CREDIT CARDS --- the next jackboot to drop
The credit card business has been relatively resilient during the financial crisis that has evolved over the last year, but that is changing. Significantly higher delinquencies and then charge-offs are coming. They will likely be massive.
The evidence is not just intuitive or based on consumer credit trends to date. The actions of the major players tell the story. JP Morgan and Citibank are the two largest bank card issues. JPM's huge dividend cut is anticipatory, given their desire to conserve capital in the event of future deterioration in the economy. What they may see is the potential of this credit card overhang which they can't size in any precise way yet. Citi's continued crisis suggests concerns beyond their cache of toxic institutional assets as those have been throughly exposed. Is credit card that next source of illiquidity that scares the institutional funders away. Adding to these perhaps clear signs was yesterday's confirmed reports that American Express is offering a portion of its card base a $300 payoff to close their account. This is unprecedented.

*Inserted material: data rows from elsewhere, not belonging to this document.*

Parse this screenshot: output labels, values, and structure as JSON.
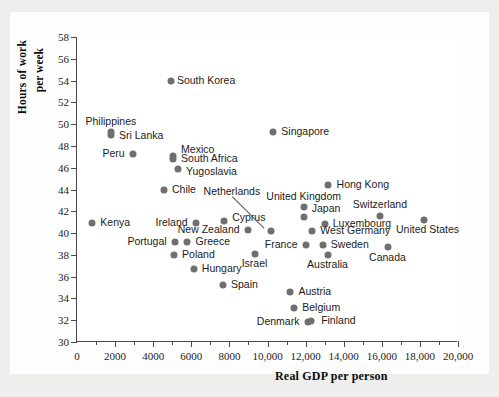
{
  "chart_data": {
    "type": "scatter",
    "title": "",
    "xlabel": "Real GDP per person",
    "ylabel_line1": "Hours of work",
    "ylabel_line2": "per week",
    "xlim": [
      0,
      20000
    ],
    "ylim": [
      30,
      58
    ],
    "xticks": [
      "0",
      "2000",
      "4000",
      "6000",
      "8000",
      "10,000",
      "12,000",
      "14,000",
      "16,000",
      "18,000",
      "20,000"
    ],
    "xtick_values": [
      0,
      2000,
      4000,
      6000,
      8000,
      10000,
      12000,
      14000,
      16000,
      18000,
      20000
    ],
    "xminor_step": 1000,
    "yticks": [
      "30",
      "32",
      "34",
      "36",
      "38",
      "40",
      "42",
      "44",
      "46",
      "48",
      "50",
      "52",
      "54",
      "56",
      "58"
    ],
    "ytick_values": [
      30,
      32,
      34,
      36,
      38,
      40,
      42,
      44,
      46,
      48,
      50,
      52,
      54,
      56,
      58
    ],
    "grid": false,
    "legend": "none",
    "marker_color": "#6f6f6f",
    "axis_color": "#4a4a4a",
    "points": [
      {
        "label": "South Korea",
        "x": 4930,
        "y": 54.0,
        "lx": 4930,
        "ly": 54.0,
        "side": "l"
      },
      {
        "label": "Philippines",
        "x": 1780,
        "y": 49.3,
        "lx": 1780,
        "ly": 50.2,
        "side": "c"
      },
      {
        "label": "Sri Lanka",
        "x": 1780,
        "y": 49.0,
        "lx": 1890,
        "ly": 48.9,
        "side": "l"
      },
      {
        "label": "Peru",
        "x": 2930,
        "y": 47.3,
        "lx": 2820,
        "ly": 47.3,
        "side": "r"
      },
      {
        "label": "Mexico",
        "x": 5040,
        "y": 47.1,
        "lx": 5150,
        "ly": 47.6,
        "side": "l"
      },
      {
        "label": "South Africa",
        "x": 5040,
        "y": 46.8,
        "lx": 5150,
        "ly": 46.8,
        "side": "l"
      },
      {
        "label": "Yugoslavia",
        "x": 5300,
        "y": 45.9,
        "lx": 5410,
        "ly": 45.6,
        "side": "l"
      },
      {
        "label": "Chile",
        "x": 4560,
        "y": 44.0,
        "lx": 4670,
        "ly": 44.0,
        "side": "l"
      },
      {
        "label": "Singapore",
        "x": 10300,
        "y": 49.3,
        "lx": 10410,
        "ly": 49.3,
        "side": "l"
      },
      {
        "label": "Hong Kong",
        "x": 13200,
        "y": 44.4,
        "lx": 13310,
        "ly": 44.4,
        "side": "l"
      },
      {
        "label": "Kenya",
        "x": 800,
        "y": 40.9,
        "lx": 910,
        "ly": 40.9,
        "side": "l"
      },
      {
        "label": "Ireland",
        "x": 6230,
        "y": 40.9,
        "lx": 6120,
        "ly": 40.9,
        "side": "r"
      },
      {
        "label": "Cyprus",
        "x": 7720,
        "y": 41.1,
        "lx": 7830,
        "ly": 41.4,
        "side": "l"
      },
      {
        "label": "Netherlands",
        "x": 10190,
        "y": 40.2,
        "lx": 8130,
        "ly": 43.8,
        "side": "c",
        "leader": true
      },
      {
        "label": "United Kingdom",
        "x": 11900,
        "y": 42.4,
        "lx": 11900,
        "ly": 43.3,
        "side": "c"
      },
      {
        "label": "Japan",
        "x": 11900,
        "y": 41.5,
        "lx": 12010,
        "ly": 42.2,
        "side": "l"
      },
      {
        "label": "Switzerland",
        "x": 15900,
        "y": 41.6,
        "lx": 15900,
        "ly": 42.6,
        "side": "c"
      },
      {
        "label": "Luxembourg",
        "x": 13000,
        "y": 40.8,
        "lx": 13110,
        "ly": 40.8,
        "side": "l"
      },
      {
        "label": "United States",
        "x": 18200,
        "y": 41.2,
        "lx": 18400,
        "ly": 40.3,
        "side": "c"
      },
      {
        "label": "New Zealand",
        "x": 8960,
        "y": 40.3,
        "lx": 8850,
        "ly": 40.3,
        "side": "r"
      },
      {
        "label": "West Germany",
        "x": 12350,
        "y": 40.2,
        "lx": 12460,
        "ly": 40.2,
        "side": "l"
      },
      {
        "label": "Portugal",
        "x": 5130,
        "y": 39.2,
        "lx": 5020,
        "ly": 39.2,
        "side": "r"
      },
      {
        "label": "Greece",
        "x": 5800,
        "y": 39.2,
        "lx": 5910,
        "ly": 39.2,
        "side": "l"
      },
      {
        "label": "France",
        "x": 12000,
        "y": 38.9,
        "lx": 11890,
        "ly": 38.9,
        "side": "r"
      },
      {
        "label": "Sweden",
        "x": 12900,
        "y": 38.9,
        "lx": 13010,
        "ly": 38.9,
        "side": "l"
      },
      {
        "label": "Poland",
        "x": 5090,
        "y": 38.0,
        "lx": 5200,
        "ly": 38.0,
        "side": "l"
      },
      {
        "label": "Israel",
        "x": 9320,
        "y": 38.1,
        "lx": 9320,
        "ly": 37.2,
        "side": "c"
      },
      {
        "label": "Australia",
        "x": 13150,
        "y": 38.0,
        "lx": 13150,
        "ly": 37.1,
        "side": "c"
      },
      {
        "label": "Canada",
        "x": 16300,
        "y": 38.7,
        "lx": 16300,
        "ly": 37.7,
        "side": "c"
      },
      {
        "label": "Hungary",
        "x": 6130,
        "y": 36.7,
        "lx": 6240,
        "ly": 36.7,
        "side": "l"
      },
      {
        "label": "Spain",
        "x": 7660,
        "y": 35.2,
        "lx": 7770,
        "ly": 35.2,
        "side": "l"
      },
      {
        "label": "Austria",
        "x": 11200,
        "y": 34.6,
        "lx": 11310,
        "ly": 34.6,
        "side": "l"
      },
      {
        "label": "Belgium",
        "x": 11400,
        "y": 33.1,
        "lx": 11510,
        "ly": 33.1,
        "side": "l"
      },
      {
        "label": "Denmark",
        "x": 12100,
        "y": 31.8,
        "lx": 11990,
        "ly": 31.8,
        "side": "r"
      },
      {
        "label": "Finland",
        "x": 12300,
        "y": 31.9,
        "lx": 12500,
        "ly": 31.9,
        "side": "l"
      }
    ]
  }
}
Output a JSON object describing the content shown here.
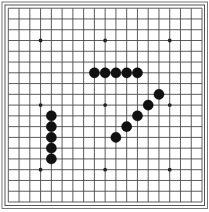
{
  "game": {
    "type": "gomoku",
    "board_size": 19,
    "star_points": [
      [
        3,
        3
      ],
      [
        3,
        9
      ],
      [
        3,
        15
      ],
      [
        9,
        3
      ],
      [
        9,
        9
      ],
      [
        9,
        15
      ],
      [
        15,
        3
      ],
      [
        15,
        9
      ],
      [
        15,
        15
      ]
    ],
    "stones": [
      {
        "row": 6,
        "col": 8,
        "color": "black"
      },
      {
        "row": 6,
        "col": 9,
        "color": "black"
      },
      {
        "row": 6,
        "col": 10,
        "color": "black"
      },
      {
        "row": 6,
        "col": 11,
        "color": "black"
      },
      {
        "row": 6,
        "col": 12,
        "color": "black"
      },
      {
        "row": 8,
        "col": 14,
        "color": "black"
      },
      {
        "row": 9,
        "col": 13,
        "color": "black"
      },
      {
        "row": 10,
        "col": 12,
        "color": "black"
      },
      {
        "row": 11,
        "col": 11,
        "color": "black"
      },
      {
        "row": 12,
        "col": 10,
        "color": "black"
      },
      {
        "row": 10,
        "col": 4,
        "color": "black"
      },
      {
        "row": 11,
        "col": 4,
        "color": "black"
      },
      {
        "row": 12,
        "col": 4,
        "color": "black"
      },
      {
        "row": 13,
        "col": 4,
        "color": "black"
      },
      {
        "row": 14,
        "col": 4,
        "color": "black"
      }
    ]
  },
  "colors": {
    "background": "#ffffff",
    "grid_line": "#4a4a4a",
    "border": "#555555",
    "stone_black": "#111111"
  }
}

An August 24, 2007 post here laid out the possible path to a credit card crisis. We're far down that trail. A less diversified credit card issuer like Capital One that uses its industry leading mathematical models to lend across a wide spectrum of credit scores may find that the old assumptions are completely useless, and it would not be a surprise to see this financially resourceful company with a stock price that barely keeps it listed by the end of the year.
It may not be as dire as that, but it is a certainty that something bad is in the cards.
The evidence is not just intuitive or based on consumer credit trends to date. The actions of the major players tell the story. JP Morgan and Citibank are the two largest bank card issues. JPM's huge dividend cut is anticipatory, given their desire to conserve capital in the event of future deterioration in the economy. What they may see is the potential of this credit card overhang which they can't size in any precise way yet. Citi's continued crisis suggests concerns beyond their cache of toxic institutional assets as those have been throughly exposed. Is credit card that next source of illiquidity that scares the institutional funders away. Adding to these perhaps clear signs was yesterday's confirmed reports that American Express is offering a portion of its card base a $300 payoff to close their account. This is unprecedented.
An August 24, 2007 post here laid out the possible path to a credit card crisis. We're far down that trail. A less diversified credit card issuer like Capital One that uses its industry leading mathematical models to lend across a wide spectrum of credit scores may find that the old assumptions are completely useless, and it would not be a surprise to see this financially resourceful company with a stock price that barely keeps it listed by the end of the year.
It may not be as dire as that, but it is a certainty that something bad is in the cards.